Pakistan, India trade fire in Kashmir, killing two

The Pakistani military said that Indian forces violated the cease-fire agreement between the two countries with an unprovoked barrage of artillery.

The Pakistani military said that Indian forces violated the cease-fire agreement between the two countries with an unprovoked barrage of artillery.


Pakistani and Indian border guards traded artillery fire along the disputed border region of Kashmir, killing two people and wounding eight, officials said Saturday.

Both Pakistan and India blamed each other for starting the fire that began Friday night. This latest violence comes after Islamabad accused Indian forces of killing two of its soldiers Wednesday in a crossfire that also killed an Indian soldier.

In a statement Saturday, the Pakistani military said that Indian forces violated the cease-fire agreement between the two countries with an unprovoked barrage of artillery Friday night near the city of Sialkot, killing a 13-year-old girl and wounding another child. It said Pakistani soldiers returned fire.

In India, police officer Rajesh Kumar said Pakistani shelling in the Kathua sector killed a woman and wounded seven villagers.

D. Parekh, a Border Security Force officer, said the firing continued Saturday in at least half a dozen places.

“One place goes quiet, the firing starts at another place,” Parekh said. Indian officials blamed Pakistan for beginning the fire without provocation.

On Friday, Sartaj Aziz, a security and foreign affairs adviser to Pakistan’s prime minister, wrote a letter to India to protest the killing of the two Pakistani soldiers Wednesday and called for “an immediate investigation into the incident and bringing the perpetrators to account,” according to a Foreign Ministry statement. Pakistan says the two slain soldiers had been invited for a meeting with their Indian counterparts.

Kashmir is claimed by both India and Pakistan. The two countries have fought two wars over the Himalayan region since they won independence from Britain in 1947.

While minor skirmishes between Indian and Pakistani troops are common along the 200-kilometer border, the worst violation of the cease-fire accord took place in October over the Muslim holiday of Eid al-Adha and killed nine civilians in Pakistan and nine in India.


What is needed —
Set down each record below precisely, skipping the pictures.

Data excerpts —
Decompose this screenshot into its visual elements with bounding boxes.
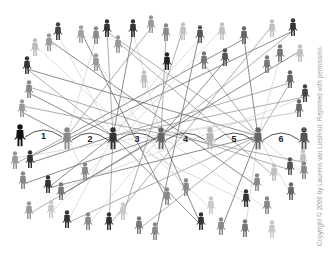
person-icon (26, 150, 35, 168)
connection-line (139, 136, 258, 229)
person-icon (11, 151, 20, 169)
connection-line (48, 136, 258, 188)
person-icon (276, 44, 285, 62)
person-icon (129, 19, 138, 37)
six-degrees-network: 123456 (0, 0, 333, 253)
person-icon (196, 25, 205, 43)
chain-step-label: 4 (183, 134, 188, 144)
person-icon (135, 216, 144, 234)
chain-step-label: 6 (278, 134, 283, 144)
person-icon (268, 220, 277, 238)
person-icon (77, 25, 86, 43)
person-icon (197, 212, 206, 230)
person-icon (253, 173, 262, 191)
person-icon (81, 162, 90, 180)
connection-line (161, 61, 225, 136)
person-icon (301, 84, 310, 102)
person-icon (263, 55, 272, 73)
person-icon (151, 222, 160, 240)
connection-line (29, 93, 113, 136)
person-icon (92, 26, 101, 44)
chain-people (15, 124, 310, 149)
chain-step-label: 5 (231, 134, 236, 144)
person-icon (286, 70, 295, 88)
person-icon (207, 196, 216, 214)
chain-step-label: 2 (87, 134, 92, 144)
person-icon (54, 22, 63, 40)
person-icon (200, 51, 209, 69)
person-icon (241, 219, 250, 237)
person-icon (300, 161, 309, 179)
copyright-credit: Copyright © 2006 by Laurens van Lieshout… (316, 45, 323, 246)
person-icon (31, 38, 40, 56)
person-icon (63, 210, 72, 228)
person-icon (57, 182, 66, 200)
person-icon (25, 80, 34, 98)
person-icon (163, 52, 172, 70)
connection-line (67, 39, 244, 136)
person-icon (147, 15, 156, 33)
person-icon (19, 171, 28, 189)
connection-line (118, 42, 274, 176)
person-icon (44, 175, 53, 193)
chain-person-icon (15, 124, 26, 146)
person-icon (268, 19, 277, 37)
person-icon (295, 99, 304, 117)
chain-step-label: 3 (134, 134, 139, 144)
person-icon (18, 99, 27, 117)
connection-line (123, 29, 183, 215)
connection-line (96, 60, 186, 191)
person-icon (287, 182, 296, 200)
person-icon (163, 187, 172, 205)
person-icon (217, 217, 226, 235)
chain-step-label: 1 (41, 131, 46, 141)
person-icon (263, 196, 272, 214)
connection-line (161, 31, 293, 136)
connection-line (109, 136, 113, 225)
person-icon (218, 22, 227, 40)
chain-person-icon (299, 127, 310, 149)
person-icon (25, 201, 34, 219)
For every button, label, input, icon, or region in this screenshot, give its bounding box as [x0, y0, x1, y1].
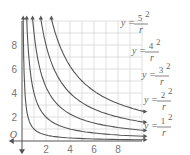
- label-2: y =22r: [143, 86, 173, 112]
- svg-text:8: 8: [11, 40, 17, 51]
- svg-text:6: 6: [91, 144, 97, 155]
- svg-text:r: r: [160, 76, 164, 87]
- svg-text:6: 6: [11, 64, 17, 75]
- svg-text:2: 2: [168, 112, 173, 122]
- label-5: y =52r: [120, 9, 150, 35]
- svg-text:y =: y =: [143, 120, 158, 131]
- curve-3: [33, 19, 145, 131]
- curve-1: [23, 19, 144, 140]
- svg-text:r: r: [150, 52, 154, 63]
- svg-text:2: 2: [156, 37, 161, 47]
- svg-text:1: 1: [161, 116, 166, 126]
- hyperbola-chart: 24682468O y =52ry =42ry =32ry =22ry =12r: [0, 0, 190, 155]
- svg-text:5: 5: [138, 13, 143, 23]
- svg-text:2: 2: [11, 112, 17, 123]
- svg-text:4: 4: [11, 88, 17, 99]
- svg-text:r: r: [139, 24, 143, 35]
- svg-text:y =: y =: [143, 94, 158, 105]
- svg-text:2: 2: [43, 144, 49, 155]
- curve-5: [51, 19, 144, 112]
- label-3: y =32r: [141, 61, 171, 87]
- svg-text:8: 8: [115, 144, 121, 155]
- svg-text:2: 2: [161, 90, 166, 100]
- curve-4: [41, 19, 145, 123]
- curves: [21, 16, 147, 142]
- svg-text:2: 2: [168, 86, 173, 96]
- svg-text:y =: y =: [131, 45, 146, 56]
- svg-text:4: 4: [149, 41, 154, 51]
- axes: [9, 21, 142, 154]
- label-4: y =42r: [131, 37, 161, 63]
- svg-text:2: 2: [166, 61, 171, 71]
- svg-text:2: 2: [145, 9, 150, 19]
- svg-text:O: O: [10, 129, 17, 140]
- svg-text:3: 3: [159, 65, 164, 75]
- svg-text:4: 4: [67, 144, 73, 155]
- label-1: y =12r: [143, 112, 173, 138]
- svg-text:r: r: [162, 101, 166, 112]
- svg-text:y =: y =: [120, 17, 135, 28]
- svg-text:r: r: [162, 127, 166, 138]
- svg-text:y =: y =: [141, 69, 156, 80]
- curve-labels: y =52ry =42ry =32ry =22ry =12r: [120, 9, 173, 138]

Response below —
Decompose this screenshot into its visual elements with bounding boxes.
person-icon (26, 150, 35, 168)
connection-line (139, 136, 258, 229)
person-icon (11, 151, 20, 169)
connection-line (48, 136, 258, 188)
person-icon (276, 44, 285, 62)
person-icon (129, 19, 138, 37)
six-degrees-network: 123456 (0, 0, 333, 253)
person-icon (196, 25, 205, 43)
chain-step-label: 4 (183, 134, 188, 144)
person-icon (135, 216, 144, 234)
chain-step-label: 6 (278, 134, 283, 144)
person-icon (268, 220, 277, 238)
person-icon (77, 25, 86, 43)
person-icon (197, 212, 206, 230)
person-icon (253, 173, 262, 191)
person-icon (81, 162, 90, 180)
connection-line (161, 61, 225, 136)
person-icon (301, 84, 310, 102)
person-icon (263, 55, 272, 73)
person-icon (151, 222, 160, 240)
connection-line (29, 93, 113, 136)
person-icon (92, 26, 101, 44)
chain-people (15, 124, 310, 149)
chain-step-label: 5 (231, 134, 236, 144)
person-icon (286, 70, 295, 88)
person-icon (207, 196, 216, 214)
chain-step-label: 2 (87, 134, 92, 144)
person-icon (54, 22, 63, 40)
person-icon (200, 51, 209, 69)
person-icon (241, 219, 250, 237)
person-icon (300, 161, 309, 179)
copyright-credit: Copyright © 2006 by Laurens van Lieshout… (316, 45, 323, 246)
person-icon (31, 38, 40, 56)
person-icon (63, 210, 72, 228)
person-icon (57, 182, 66, 200)
person-icon (25, 80, 34, 98)
person-icon (163, 52, 172, 70)
connection-line (67, 39, 244, 136)
person-icon (147, 15, 156, 33)
person-icon (19, 171, 28, 189)
connection-line (118, 42, 274, 176)
person-icon (44, 175, 53, 193)
chain-person-icon (15, 124, 26, 146)
person-icon (268, 19, 277, 37)
person-icon (295, 99, 304, 117)
chain-step-label: 3 (134, 134, 139, 144)
person-icon (18, 99, 27, 117)
connection-line (123, 29, 183, 215)
connection-line (96, 60, 186, 191)
person-icon (287, 182, 296, 200)
person-icon (163, 187, 172, 205)
person-icon (217, 217, 226, 235)
chain-step-label: 1 (41, 131, 46, 141)
person-icon (263, 196, 272, 214)
connection-line (161, 31, 293, 136)
connection-line (109, 136, 113, 225)
person-icon (218, 22, 227, 40)
chain-person-icon (299, 127, 310, 149)
person-icon (25, 201, 34, 219)
For every button, label, input, icon, or region in this screenshot, give its bounding box as [x0, y0, x1, y1].
- label-2: y =22r: [143, 86, 173, 112]
- svg-text:8: 8: [11, 40, 17, 51]
- svg-text:6: 6: [91, 144, 97, 155]
- svg-text:r: r: [160, 76, 164, 87]
- svg-text:6: 6: [11, 64, 17, 75]
- svg-text:2: 2: [168, 112, 173, 122]
- label-5: y =52r: [120, 9, 150, 35]
- svg-text:y =: y =: [143, 120, 158, 131]
- curve-3: [33, 19, 145, 131]
- curve-1: [23, 19, 144, 140]
- svg-text:r: r: [150, 52, 154, 63]
- svg-text:2: 2: [156, 37, 161, 47]
- svg-text:1: 1: [161, 116, 166, 126]
- hyperbola-chart: 24682468O y =52ry =42ry =32ry =22ry =12r: [0, 0, 190, 155]
- svg-text:5: 5: [138, 13, 143, 23]
- svg-text:2: 2: [11, 112, 17, 123]
- svg-text:4: 4: [11, 88, 17, 99]
- svg-text:r: r: [139, 24, 143, 35]
- svg-text:y =: y =: [143, 94, 158, 105]
- svg-text:2: 2: [43, 144, 49, 155]
- curve-5: [51, 19, 144, 112]
- label-3: y =32r: [141, 61, 171, 87]
- svg-text:8: 8: [115, 144, 121, 155]
- svg-text:2: 2: [161, 90, 166, 100]
- curve-4: [41, 19, 145, 123]
- curves: [21, 16, 147, 142]
- svg-text:2: 2: [168, 86, 173, 96]
- svg-text:y =: y =: [131, 45, 146, 56]
- svg-text:4: 4: [149, 41, 154, 51]
- axes: [9, 21, 142, 154]
- label-4: y =42r: [131, 37, 161, 63]
- svg-text:2: 2: [166, 61, 171, 71]
- svg-text:2: 2: [145, 9, 150, 19]
- svg-text:O: O: [10, 129, 17, 140]
- svg-text:3: 3: [159, 65, 164, 75]
- svg-text:4: 4: [67, 144, 73, 155]
- label-1: y =12r: [143, 112, 173, 138]
- svg-text:r: r: [162, 101, 166, 112]
- svg-text:y =: y =: [120, 17, 135, 28]
- svg-text:r: r: [162, 127, 166, 138]
- svg-text:y =: y =: [141, 69, 156, 80]
- curve-labels: y =52ry =42ry =32ry =22ry =12r: [120, 9, 173, 138]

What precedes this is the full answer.